SECURITIES & FINANCIAL REGULATION
INVESTOR-DRIVEN FINANCIAL INNOVATION
Kathryn Judge
Financial regulations often encourage or require market participants to hold particular types of financial assets. One unintended consequence of this form of regulation is that it can spur innovation to increase the effective supply of favored assets. This Article examines when and how changes in the law prompt the spread of “investor-driven financial innovations.” Weaving together theory, recent empirical findings, and illustrations, this Article provides an overview of why investors prefer certain types of financial assets to others, how markets respond, and how the spread of investor-driven innovations can transform the structure of the financial system.
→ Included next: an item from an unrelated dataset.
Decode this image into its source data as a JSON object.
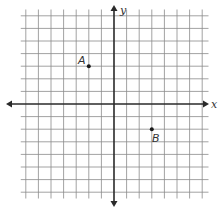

This examination suggests that investor-driven innovations can enhance efficiency and provide other benefits, but they can also increase complexity, interconnectedness, and rigidity in ways that render the financial system as a whole more fragile.
SECURITIES & FINANCIAL REGULATION
THE CASE FOR INVESTOR ORDERING
Scott Hirst
Whether corporate arrangements should be mandated by public law or “privately ordered” by corporations themselves has been a foundational question in corporate law scholarship. State corporation laws are generally privately ordered. But a significant and growing number of arrangements are governed by “corporate regulations” created by the U.S. Securities and Exchange Commission (SEC). SEC corporate regulations are invariably mandatory. Whether they should be is the focus of this Article.
CORPORATE LAW & GOVERNANCE
INDIVIDUAL AUTONOMY IN CORPORATE LAW
Elizabeth de Fontenay
The field of corporate law is riven with competing visions of the corporation. This Article seeks to identify points of broad agreement by negative implication. It examines two developments in corporate law that have drawn widespread criticism from corporate law scholars: the Supreme Court’s recognition of corporate religious rights in Burwell v. Hobby Lobby and the Nevada legislature’s decision to eliminate mandatory fiduciary duties for corporate directors and officers. Despite their fundamental differences, both resulted in expanding individual rights or autonomy within the corporation—for shareholders and managers, respectively.
CORPORATE LAW & GOVERNANCE
RETHINKING CORPORATE LAW DURING A FINANCIAL CRISIS
Yair J. Listokin and Inho Andrew Mun
Since the Financial Crisis of 2008, most reform measures and discussions have asked how the law of financial regulation could be improved to prevent or mitigate future crises. These discussions give short shrift to the role played by corporate law during the Financial Crisis of 2008 and other financial crises. One critical regulatory tool during the crisis was “regulation by deal,” in which healthy financial firms (“acquirers”) would hastily acquire failing firms (“targets”) to mitigate the crisis. The deals were governed by corporate law, so corporate law played an outsize role in the response to the crisis. But few observers have asked how corporate law—in addition to financial regulation—should govern dealmaking in financial crises. To fill in this gap, this Article focuses on the role played by corporate law during the Financial Crisis of 2008, and asks whether corporate law should be different during a financial crisis than in ordinary times. Using an externality framework—the failure of a systemically important firm can harm the entire economy, and not just the shareholders of the failed firm—this Article identifies a key problem with the current corporate law regime as applied in financial crises: the shareholder value maximization principle as applied to failing target companies. This principle, manifested in the form of shareholder voting rights on mergers and board fiduciary duties to shareholders, is inapplicable to systemically important target firms whose failure would have enormous negative externalities on the rest of the economy. This Article contends that corporate law as applied to systemically important, failing target firms during crises should change as follows: (1) replace shareholder merger voting rights with appraisal rights, and (2) alter fiduciary duties so that directors and officers of those failing target firms consider the interests of the broader economy.